From 2001 to 2024, MIT received an estimated $3.6 billion from Qatar – one of its largest foreign donors. The agreements and any attached conditions remain opaque. The hypocrisy is clear. In order to qualify for federal funds – on climate, DEI, and sustainability – MIT grant recipients must accept ideological conditions. Yet the institute cannot protect Jewish students under existing civil rights law.
Despite these failings, President Kornbluth has issued repeated statements condemning antisemitism, including one in August 2024 after Mapping Project materials resurfaced. “Antisemitism is totally unacceptable in our community,” she wrote. Critics complain her words are feckless without corresponding action. Her defenders argue she is attempting to thread the needle between free speech and student safety, a daunting task under MIT’s governance model.
The MIT Corporation has remained fully supportive of President Kornbluth. In a Dec. 8, 2023, statement, the board praised her “judgment, integrity, and moral compass,” and affirmed its confidence in her leadership. That support has remained consistent as of this writing.
Policy scrutiny, however, has intensified. The Department of Education opened Title VI investigations into antisemitism and Islamophobia at MIT last fall. In February 2025, the Federal Task Force to Combat Antisemitism announced visits to 10 campuses, with MIT likely among them.

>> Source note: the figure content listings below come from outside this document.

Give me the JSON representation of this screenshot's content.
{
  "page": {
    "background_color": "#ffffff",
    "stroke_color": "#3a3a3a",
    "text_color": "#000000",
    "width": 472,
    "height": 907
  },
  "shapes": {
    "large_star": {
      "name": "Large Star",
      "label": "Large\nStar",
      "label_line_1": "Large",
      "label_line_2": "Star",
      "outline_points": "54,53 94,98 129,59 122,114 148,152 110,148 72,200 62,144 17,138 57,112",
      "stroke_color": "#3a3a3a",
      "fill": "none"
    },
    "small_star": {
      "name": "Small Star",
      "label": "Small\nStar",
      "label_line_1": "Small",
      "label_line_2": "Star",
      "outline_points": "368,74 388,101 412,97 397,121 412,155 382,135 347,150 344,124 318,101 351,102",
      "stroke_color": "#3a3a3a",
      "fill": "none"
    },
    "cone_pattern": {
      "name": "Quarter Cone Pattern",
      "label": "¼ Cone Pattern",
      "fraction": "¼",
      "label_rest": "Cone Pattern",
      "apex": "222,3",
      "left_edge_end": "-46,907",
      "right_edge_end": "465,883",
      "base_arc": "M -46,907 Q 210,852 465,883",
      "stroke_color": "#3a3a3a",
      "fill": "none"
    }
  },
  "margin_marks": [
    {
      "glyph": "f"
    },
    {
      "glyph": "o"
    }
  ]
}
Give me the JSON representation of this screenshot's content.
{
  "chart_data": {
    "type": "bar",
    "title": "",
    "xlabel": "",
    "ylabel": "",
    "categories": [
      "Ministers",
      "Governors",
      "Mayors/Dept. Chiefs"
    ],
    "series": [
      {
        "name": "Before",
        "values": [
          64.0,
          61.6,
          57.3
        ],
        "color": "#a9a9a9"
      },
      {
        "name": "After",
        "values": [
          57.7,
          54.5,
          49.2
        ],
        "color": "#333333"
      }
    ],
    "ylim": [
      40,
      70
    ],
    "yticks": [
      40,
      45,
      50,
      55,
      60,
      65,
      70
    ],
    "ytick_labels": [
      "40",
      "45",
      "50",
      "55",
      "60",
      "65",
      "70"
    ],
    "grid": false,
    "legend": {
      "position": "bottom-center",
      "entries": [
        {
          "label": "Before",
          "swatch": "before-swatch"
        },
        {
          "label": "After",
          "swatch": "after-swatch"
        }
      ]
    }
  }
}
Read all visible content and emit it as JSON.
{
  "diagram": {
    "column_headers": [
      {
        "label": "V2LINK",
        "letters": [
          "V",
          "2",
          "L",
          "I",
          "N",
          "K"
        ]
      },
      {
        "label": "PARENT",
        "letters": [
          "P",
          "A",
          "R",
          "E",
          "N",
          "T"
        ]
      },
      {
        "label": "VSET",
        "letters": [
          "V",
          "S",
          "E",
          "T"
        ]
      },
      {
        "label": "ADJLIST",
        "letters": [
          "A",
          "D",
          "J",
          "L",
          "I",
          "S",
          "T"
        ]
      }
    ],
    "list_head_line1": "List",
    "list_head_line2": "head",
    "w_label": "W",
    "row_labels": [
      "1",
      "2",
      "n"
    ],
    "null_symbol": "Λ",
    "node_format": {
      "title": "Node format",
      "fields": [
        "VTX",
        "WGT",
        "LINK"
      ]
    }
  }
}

The pressure is mounting, so MIT must act urgently and decisively. It should release a full donor transparency report, disclosing foreign and domestic contributions, and any conditions attached. It should publicly adopt the International Holocaust Remembrance Alliance definition of antisemitism, which is already used by the State Department and other federal agencies as the legal standard for Title VI enforcement. And it should reexamine DEI structures that have failed to protect Jewish students.
The Talmud tells the story of Bar Kamtza, a guest publicly humiliated while the rabbis stood silent. The destruction of Jerusalem, it says, came not from outside enemies but from the cowardice of moral leaders. “Because of [Rabbi] Zekharia ben Avkulas’s misplaced caution,” the text reads, “our Temple was destroyed.”
MIT’s leaders are not being asked to rebuild a city. They are being asked to protect their students.
As Theodore Roosevelt said: “In any moment of decision, the best thing you can do is the right thing. The next best is the wrong thing. The worst thing you can do is nothing.”
MIT has done nothing. That must change.